After volunteering with psychiatric patients for a decade, a Canadian author is calling for more non-medical interventions to help people with schizophrenia.
Susan Doherty visited dozens of people with severe mental illness at Montreal’s largest psychiatric hospital, the Douglas Institute, ahead of writing her second book The Ghost Garden.
“The joys of helping others in need are limitless, there is simply no substitute for human connection,” Doherty told CTV’s Your Morning.
“The fear factor around this condition, this illness, this disease, it’s so isolating and so lonely for people and we are all human beings.
“That’s my main message, that we need to connect with everyone, not just you and I who aren’t symptomatic. “
The burden on families with a member suffering from schizophrenia is great, Doherty said, and burnout for health professionals is also a factor.
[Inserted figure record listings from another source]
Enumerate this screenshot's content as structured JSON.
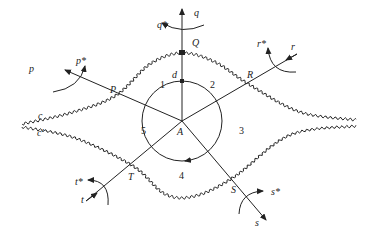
{
  "diagram": {
    "center_label": "A",
    "circle_marker_label": "d",
    "regions": [
      "1",
      "2",
      "3",
      "4",
      "5"
    ],
    "axes": [
      {
        "name": "p",
        "star": "p*",
        "point": "P"
      },
      {
        "name": "q",
        "star": "q*",
        "point": "Q"
      },
      {
        "name": "r",
        "star": "r*",
        "point": "R"
      },
      {
        "name": "s",
        "star": "s*",
        "point": "S"
      },
      {
        "name": "t",
        "star": "t*",
        "point": "T"
      }
    ],
    "curves": {
      "upper": "c",
      "lower": "c′"
    },
    "colors": {
      "line": "#222222",
      "background": "#ffffff"
    }
  }
}
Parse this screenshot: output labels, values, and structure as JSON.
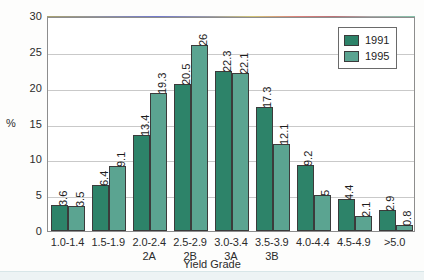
{
  "chart_data": {
    "type": "bar",
    "title": "",
    "xlabel": "Yield Grade",
    "ylabel": "%",
    "ylim": [
      0,
      30
    ],
    "yticks": [
      0,
      5,
      10,
      15,
      20,
      25,
      30
    ],
    "grid": true,
    "legend_position": "top-right",
    "categories": [
      "1.0-1.4",
      "1.5-1.9",
      "2.0-2.4",
      "2.5-2.9",
      "3.0-3.4",
      "3.5-3.9",
      "4.0-4.4",
      "4.5-4.9",
      ">5.0"
    ],
    "category_sublabels": [
      "",
      "",
      "2A",
      "2B",
      "3A",
      "3B",
      "",
      "",
      ""
    ],
    "series": [
      {
        "name": "1991",
        "color": "#2d8369",
        "values": [
          3.6,
          6.4,
          13.4,
          20.5,
          22.3,
          17.3,
          9.2,
          4.4,
          2.9
        ],
        "labels": [
          "3.6",
          "6.4",
          "13.4",
          "20.5",
          "22.3",
          "17.3",
          "9.2",
          "4.4",
          "2.9"
        ]
      },
      {
        "name": "1995",
        "color": "#5ba491",
        "values": [
          3.5,
          9.1,
          19.3,
          26,
          22.1,
          12.1,
          5,
          2.1,
          0.8
        ],
        "labels": [
          "3.5",
          "9.1",
          "19.3",
          "26",
          "22.1",
          "12.1",
          "5",
          "2.1",
          "0.8"
        ]
      }
    ]
  }
}
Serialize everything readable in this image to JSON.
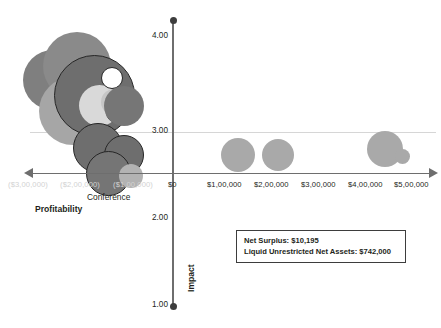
{
  "chart_data": {
    "type": "scatter",
    "title": "",
    "xlabel": "Profitability",
    "ylabel": "Impact",
    "xlim": [
      -350000,
      550000
    ],
    "ylim": [
      1.0,
      4.3
    ],
    "grid": true,
    "legend_position": "none",
    "x_tick_labels": [
      "($3,00,000)",
      "($2,00,000)",
      "($1,00,000)",
      "$0",
      "$1,00,000",
      "$2,00,000",
      "$3,00,000",
      "$4,00,000",
      "$5,00,000"
    ],
    "x_tick_values": [
      -300000,
      -200000,
      -100000,
      0,
      100000,
      200000,
      300000,
      400000,
      500000
    ],
    "y_tick_labels": [
      "4.00",
      "3.00",
      "2.00",
      "1.00"
    ],
    "y_tick_values": [
      4.0,
      3.0,
      2.0,
      1.0
    ],
    "annotations": [
      {
        "text": "Conference",
        "x": -215000,
        "y": 1.82
      },
      {
        "text": "Profitability",
        "x": -295000,
        "y": 1.68
      }
    ],
    "series": [
      {
        "name": "Programs",
        "points": [
          {
            "x": -258000,
            "y": 3.6,
            "size": 60,
            "color": "#7f7f7f",
            "outline": "none"
          },
          {
            "x": -205000,
            "y": 3.76,
            "size": 68,
            "color": "#8a8a8a",
            "outline": "none"
          },
          {
            "x": -214000,
            "y": 3.24,
            "size": 68,
            "color": "#a6a6a6",
            "outline": "none"
          },
          {
            "x": -168000,
            "y": 3.42,
            "size": 81,
            "color": "#6e6e6e",
            "outline": "#262626"
          },
          {
            "x": -158000,
            "y": 3.3,
            "size": 41,
            "color": "#d9d9d9",
            "outline": "none"
          },
          {
            "x": -130000,
            "y": 3.62,
            "size": 22,
            "color": "#ffffff",
            "outline": "#262626"
          },
          {
            "x": -126000,
            "y": 3.34,
            "size": 26,
            "color": "#c6c6c6",
            "outline": "none"
          },
          {
            "x": -120000,
            "y": 3.22,
            "size": 21,
            "color": "#ffffff",
            "outline": "#262626"
          },
          {
            "x": -104000,
            "y": 3.3,
            "size": 40,
            "color": "#767676",
            "outline": "none"
          },
          {
            "x": -160000,
            "y": 2.82,
            "size": 50,
            "color": "#6e6e6e",
            "outline": "#262626"
          },
          {
            "x": -104000,
            "y": 2.74,
            "size": 40,
            "color": "#6e6e6e",
            "outline": "#262626"
          },
          {
            "x": -138000,
            "y": 2.52,
            "size": 45,
            "color": "#757575",
            "outline": "#262626"
          },
          {
            "x": -90000,
            "y": 2.5,
            "size": 24,
            "color": "#b3b3b3",
            "outline": "none"
          },
          {
            "x": 140000,
            "y": 2.74,
            "size": 34,
            "color": "#a9a9a9",
            "outline": "none"
          },
          {
            "x": 225000,
            "y": 2.74,
            "size": 32,
            "color": "#a9a9a9",
            "outline": "none"
          },
          {
            "x": 455000,
            "y": 2.8,
            "size": 36,
            "color": "#a9a9a9",
            "outline": "none"
          },
          {
            "x": 492000,
            "y": 2.72,
            "size": 15,
            "color": "#a9a9a9",
            "outline": "none"
          }
        ]
      }
    ]
  },
  "info_box": {
    "line1": "Net Surplus: $10,195",
    "line2": "Liquid Unrestricted Net Assets: $742,000"
  },
  "colors": {
    "axis": "#6e6e6e",
    "tick_text": "#231f20",
    "negative_tick_text": "#d2d2d2",
    "gridline": "#cfcfcf",
    "box_border": "#3d3d3d"
  }
}
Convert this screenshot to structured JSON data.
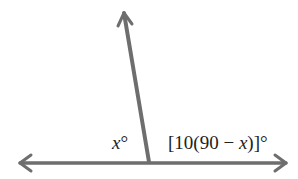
{
  "diagram": {
    "type": "angle-diagram",
    "labels": {
      "left_angle_var": "x",
      "left_angle_deg": "°",
      "right_angle_prefix": "[10(90 − ",
      "right_angle_var": "x",
      "right_angle_suffix": ")]°"
    },
    "stroke_color": "#6e6e6e",
    "text_color": "#222222"
  }
}
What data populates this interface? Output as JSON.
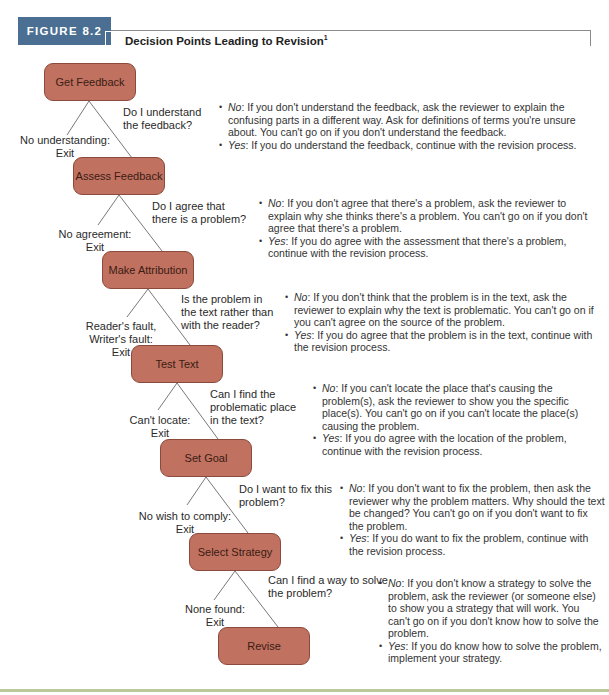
{
  "header": {
    "figure_label": "FIGURE 8.2",
    "title": "Decision Points Leading to Revision",
    "footnote_marker": "1"
  },
  "colors": {
    "figure_tab": "#4a6f92",
    "node_fill": "#c0715f",
    "node_border": "#8c4a3c",
    "bottom_rule": "#b9c79a"
  },
  "nodes": [
    {
      "label": "Get Feedback"
    },
    {
      "label": "Assess Feedback"
    },
    {
      "label": "Make Attribution"
    },
    {
      "label": "Test Text"
    },
    {
      "label": "Set Goal"
    },
    {
      "label": "Select Strategy"
    },
    {
      "label": "Revise"
    }
  ],
  "steps": [
    {
      "question": "Do I understand the feedback?",
      "exit_label": "No understanding:",
      "exit": "Exit",
      "no_label": "No",
      "no_text": ": If you don't understand the feedback, ask the reviewer to explain the confusing parts in a different way. Ask for definitions of terms you're unsure about. You can't go on if you don't understand the feedback.",
      "yes_label": "Yes",
      "yes_text": ": If you do understand the feedback, continue with the revision process."
    },
    {
      "question": "Do I agree that there is a problem?",
      "exit_label": "No agreement:",
      "exit": "Exit",
      "no_label": "No",
      "no_text": ": If you don't agree that there's a problem, ask the reviewer to explain why she thinks there's a problem. You can't go on if you don't agree that there's a problem.",
      "yes_label": "Yes",
      "yes_text": ": If you do agree with the assessment that there's a problem, continue with the revision process."
    },
    {
      "question": "Is the problem in the text rather than with the reader?",
      "exit_label": "Reader's fault, Writer's fault:",
      "exit": "Exit",
      "no_label": "No",
      "no_text": ": If you don't think that the problem is in the text, ask the reviewer to explain why the text is problematic. You can't go on if you can't agree on the source of the problem.",
      "yes_label": "Yes",
      "yes_text": ": If you do agree that the problem is in the text, continue with the revision process."
    },
    {
      "question": "Can I find the problematic place in the text?",
      "exit_label": "Can't locate:",
      "exit": "Exit",
      "no_label": "No",
      "no_text": ": If you can't locate the place that's causing the problem(s), ask the reviewer to show you the specific place(s). You can't go on if you can't locate the place(s) causing the problem.",
      "yes_label": "Yes",
      "yes_text": ": If you do agree with the location of the problem, continue with the revision process."
    },
    {
      "question": "Do I want to fix this problem?",
      "exit_label": "No wish to comply:",
      "exit": "Exit",
      "no_label": "No",
      "no_text": ": If you don't want to fix the problem, then ask the reviewer why the problem matters. Why should the text be changed? You can't go on if you don't want to fix the problem.",
      "yes_label": "Yes",
      "yes_text": ": If you do want to fix the problem, continue with the revision process."
    },
    {
      "question": "Can I find a way to solve the problem?",
      "exit_label": "None found:",
      "exit": "Exit",
      "no_label": "No",
      "no_text": ": If you don't know a strategy to solve the problem, ask the reviewer (or someone else) to show you a strategy that will work. You can't go on if you don't know how to solve the problem.",
      "yes_label": "Yes",
      "yes_text": ": If you do know how to solve the problem, implement your strategy."
    }
  ]
}
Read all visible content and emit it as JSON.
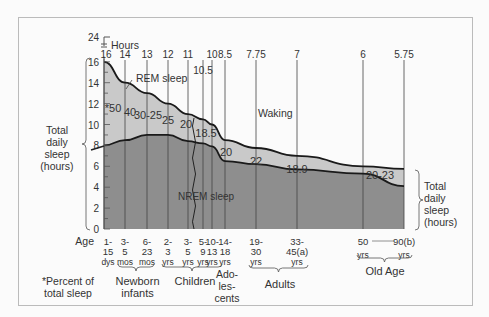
{
  "chart_data": {
    "type": "area",
    "title": "",
    "xlabel": "Age",
    "ylabel": "Total daily sleep (hours)",
    "ylim": [
      0,
      24
    ],
    "y_ticks": [
      0,
      2,
      4,
      6,
      8,
      10,
      12,
      14,
      16,
      24
    ],
    "top_axis_label": "Hours",
    "categories": [
      "1-15 dys",
      "3-5 mos",
      "6-23 mos",
      "2-3 yrs",
      "3-5 yrs",
      "5-9 yrs",
      "10-13 yrs",
      "14-18 yrs",
      "19-30 yrs",
      "33-45 yrs",
      "50 yrs",
      "90 yrs"
    ],
    "series": [
      {
        "name": "Total daily sleep (hours)",
        "values": [
          16,
          14,
          13,
          12,
          11,
          10.5,
          10,
          8.5,
          7.75,
          7,
          6,
          5.75
        ]
      },
      {
        "name": "NREM sleep (hours, approx.)",
        "values": [
          8,
          8.5,
          9,
          9,
          8.4,
          8.2,
          7.9,
          6.5,
          6.2,
          5.7,
          5.3,
          4.1
        ]
      },
      {
        "name": "REM sleep (% of total sleep)",
        "values": [
          "50",
          "40",
          "30-25",
          "25",
          "20",
          "18.5",
          "",
          "20",
          "22",
          "18.9",
          "20-23",
          ""
        ]
      }
    ],
    "region_labels": [
      "REM sleep",
      "NREM sleep",
      "Waking"
    ],
    "groups": [
      {
        "name": "Newborn infants",
        "span": [
          "3-5 mos",
          "6-23 mos"
        ]
      },
      {
        "name": "Children",
        "span": [
          "2-3 yrs",
          "10-13 yrs"
        ]
      },
      {
        "name": "Adolescents",
        "span": [
          "14-18 yrs"
        ]
      },
      {
        "name": "Adults",
        "span": [
          "19-30 yrs",
          "33-45 yrs"
        ]
      },
      {
        "name": "Old Age",
        "span": [
          "50 yrs",
          "90 yrs"
        ]
      }
    ],
    "footnote": "*Percent of total sleep",
    "grid": false,
    "legend_position": "none"
  },
  "axis": {
    "age_label": "Age",
    "hours_label": "Hours",
    "y_left_title": [
      "Total",
      "daily",
      "sleep",
      "(hours)"
    ],
    "y_right_title": [
      "Total",
      "daily",
      "sleep",
      "(hours)"
    ],
    "top_values": [
      "16",
      "14",
      "13",
      "12",
      "11",
      "10.5",
      "10",
      "8.5",
      "7.75",
      "7",
      "6",
      "5.75"
    ],
    "ages": [
      [
        "1-",
        "15",
        "dys"
      ],
      [
        "3-",
        "5",
        "mos"
      ],
      [
        "6-",
        "23",
        "mos"
      ],
      [
        "2-",
        "3",
        "yrs"
      ],
      [
        "3-",
        "5",
        "yrs"
      ],
      [
        "5-",
        "9",
        "yrs"
      ],
      [
        "10-",
        "13",
        "yrs"
      ],
      [
        "14-",
        "18",
        "yrs"
      ],
      [
        "19-",
        "30",
        "yrs"
      ],
      [
        "33-",
        "45(a)",
        "yrs"
      ],
      [
        "50",
        "",
        "yrs"
      ],
      [
        "90(b)",
        "",
        "yrs"
      ]
    ]
  },
  "labels": {
    "rem": "REM sleep",
    "nrem": "NREM sleep",
    "waking": "Waking",
    "footnote_1": "*Percent of",
    "footnote_2": "total sleep",
    "newborn_1": "Newborn",
    "newborn_2": "infants",
    "children": "Children",
    "adol_1": "Ado-",
    "adol_2": "les-",
    "adol_3": "cents",
    "adults": "Adults",
    "old_age": "Old Age"
  },
  "colors": {
    "rem": "#c9c9c9",
    "nrem": "#8e8e8e",
    "line": "#1a1a1a"
  }
}
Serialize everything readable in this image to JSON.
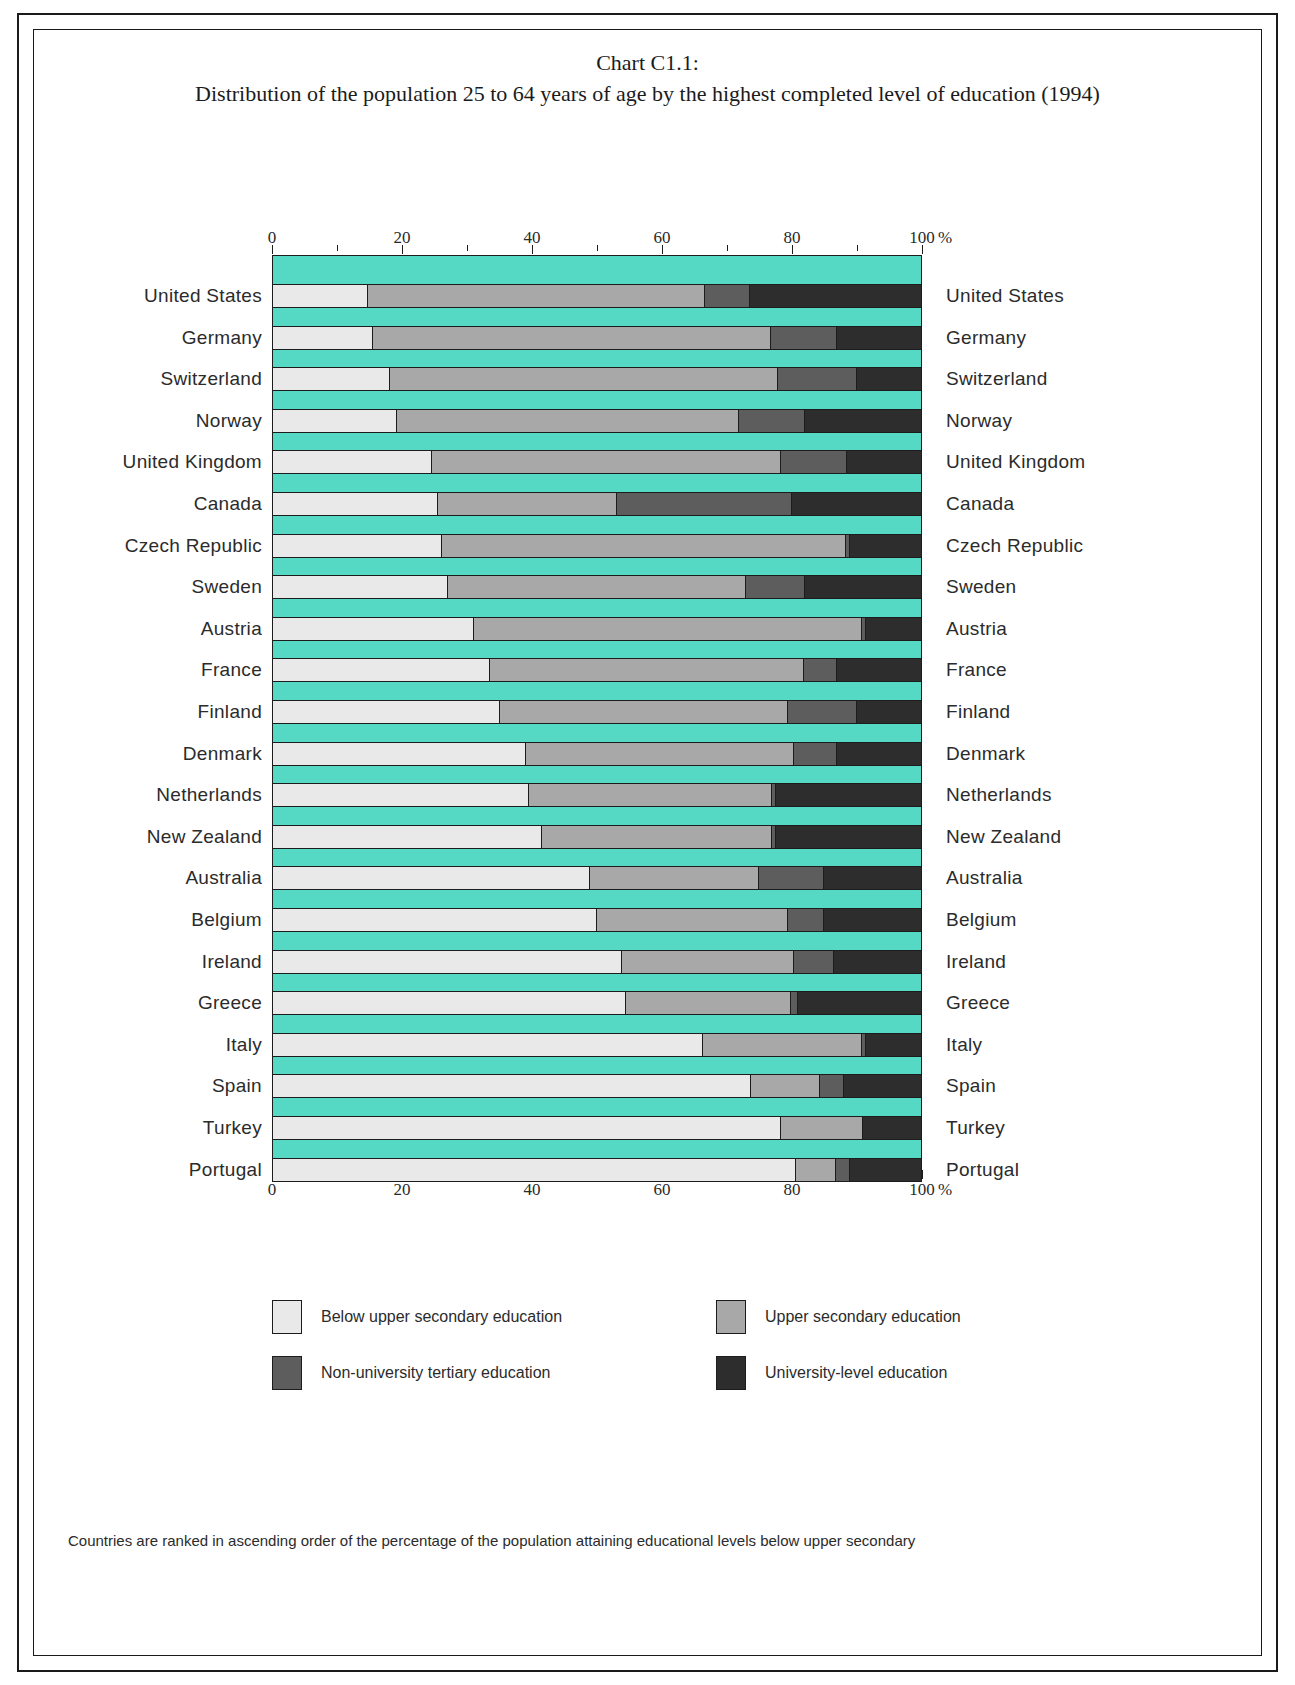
{
  "title": {
    "line1": "Chart C1.1:",
    "line2": "Distribution of the population 25 to 64 years of age by the highest completed level of education (1994)"
  },
  "axis": {
    "unit": "%",
    "tick_labels": [
      "0",
      "20",
      "40",
      "60",
      "80",
      "100"
    ]
  },
  "legend": [
    {
      "label": "Below upper secondary education",
      "color": "#e9e9e9"
    },
    {
      "label": "Upper secondary education",
      "color": "#a8a8a8"
    },
    {
      "label": "Non-university tertiary education",
      "color": "#5d5d5d"
    },
    {
      "label": "University-level education",
      "color": "#2d2d2d"
    }
  ],
  "footnote": "Countries are ranked in ascending order of the percentage of the population attaining educational levels below upper secondary",
  "chart_data": {
    "type": "bar",
    "orientation": "horizontal",
    "stacked": true,
    "normalized_to_percent": true,
    "title": "Chart C1.1: Distribution of the population 25 to 64 years of age by the highest completed level of education (1994)",
    "xlabel": "%",
    "ylabel": "",
    "xlim": [
      0,
      100
    ],
    "xticks": [
      0,
      20,
      40,
      60,
      80,
      100
    ],
    "minor_tick_interval": 10,
    "grid": false,
    "legend_position": "bottom",
    "background_color": "#56d9c4",
    "series": [
      {
        "name": "Below upper secondary education",
        "color": "#e9e9e9",
        "values": [
          14.6,
          15.4,
          18.0,
          19.0,
          24.5,
          25.5,
          26.0,
          27.0,
          31.0,
          33.5,
          35.0,
          39.0,
          39.5,
          41.5,
          49.0,
          50.0,
          54.0,
          54.5,
          66.5,
          74.0,
          78.5,
          81.0
        ]
      },
      {
        "name": "Upper secondary education",
        "color": "#a8a8a8",
        "values": [
          52.0,
          61.5,
          60.0,
          53.0,
          54.0,
          27.5,
          62.5,
          46.0,
          60.0,
          48.5,
          44.5,
          41.5,
          37.5,
          35.5,
          26.0,
          29.5,
          26.5,
          25.5,
          24.5,
          10.5,
          12.5,
          6.0
        ]
      },
      {
        "name": "Non-university tertiary education",
        "color": "#5d5d5d",
        "values": [
          6.9,
          10.0,
          12.0,
          10.0,
          10.0,
          27.0,
          0.5,
          9.0,
          0.5,
          5.0,
          10.5,
          6.5,
          0.5,
          0.5,
          10.0,
          5.5,
          6.0,
          1.0,
          0.5,
          3.5,
          0.0,
          2.0
        ]
      },
      {
        "name": "University-level education",
        "color": "#2d2d2d",
        "values": [
          26.5,
          13.1,
          10.0,
          18.0,
          11.5,
          20.0,
          11.0,
          18.0,
          8.5,
          13.0,
          10.0,
          13.0,
          22.5,
          22.5,
          15.0,
          15.0,
          13.5,
          19.0,
          8.5,
          12.0,
          9.0,
          11.0
        ]
      }
    ],
    "categories": [
      "United States",
      "Germany",
      "Switzerland",
      "Norway",
      "United Kingdom",
      "Canada",
      "Czech Republic",
      "Sweden",
      "Austria",
      "France",
      "Finland",
      "Denmark",
      "Netherlands",
      "New Zealand",
      "Australia",
      "Belgium",
      "Ireland",
      "Greece",
      "Italy",
      "Spain",
      "Turkey",
      "Portugal"
    ]
  }
}
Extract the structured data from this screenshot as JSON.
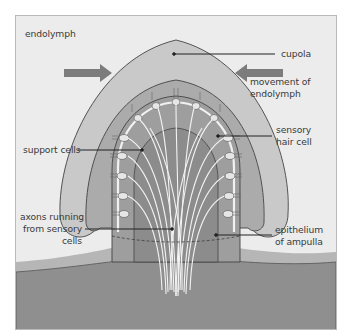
{
  "figure": {
    "type": "anatomical-diagram",
    "colors": {
      "background": "#ececec",
      "cupola_outer": "#c4c4c4",
      "cupola_inner": "#a8a8a8",
      "tissue": "#8f8f8f",
      "wall": "#b3b3b3",
      "arrow": "#7c7c7c",
      "axons": "#f2f2f2",
      "leader": "#222222"
    }
  },
  "labels": {
    "endolymph": "endolymph",
    "cupola": "cupola",
    "movement_line1": "movement of",
    "movement_line2": "endolymph",
    "support_cells": "support cells",
    "sensory_line1": "sensory",
    "sensory_line2": "hair cell",
    "axons_line1": "axons running",
    "axons_line2": "from sensory",
    "axons_line3": "cells",
    "epithelium_line1": "epithelium",
    "epithelium_line2": "of ampulla"
  },
  "arrows": [
    {
      "name": "left-flow-arrow",
      "direction": "right"
    },
    {
      "name": "right-flow-arrow",
      "direction": "left"
    }
  ]
}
“I’m proposing that more non-medical volunteers shoulder the weight of the responsibility because the burnout factor for family members is incalculable,” the Montreal-based writer said.
The non-fiction narrative focuses on the character Caroline Evans, who is based on a real-life friend Doherty has known since 1967.
In her 20s, the friend started having ‘inexplicable behaviours,’ was hospitalized and suffered multiple bouts of depression.
“If we were to not let those symptoms define a person, they’re still a loving caring person who wants to live with purpose,” Doherty said.
“We as a society have put a frost fence around them (those with schizophrenia) and cut them off and they live far far outside the boundaries of human acceptance and that’s wrong and that needs to change.”
Evans, who believed she could save her roommate from the devil by pouring boiling water into her ear, gave the author complete access to her medical files and court records.
“It wasn’t until she committed a crime that she was given the diagnosis of schizophrenia,” Doherty said.
Her book features 20 stories of real people living with the isolation and loneliness of schizophrenia.
“People think that individuals are psychotic all the time, they are not, “ Doherty told CTV’s Your Morning.
“If I’m meeting someone who is delusional or saying things that you and I might think were wrong, ten or 15 minutes later of looking them in the eye and being a listening post, they can generally come down out of their psychosis and just have a normal conversation.
“I want to say to people we’ve to look beyond the delusions and find the human being underneath.”
‘The Ghost Garden, Inside The Lives of Schizophrenia’s Feared and Forgotten,’ is published by Penguin Random House.
Doherty’s debut novel ‘A Secret Music,’ was released in 2015.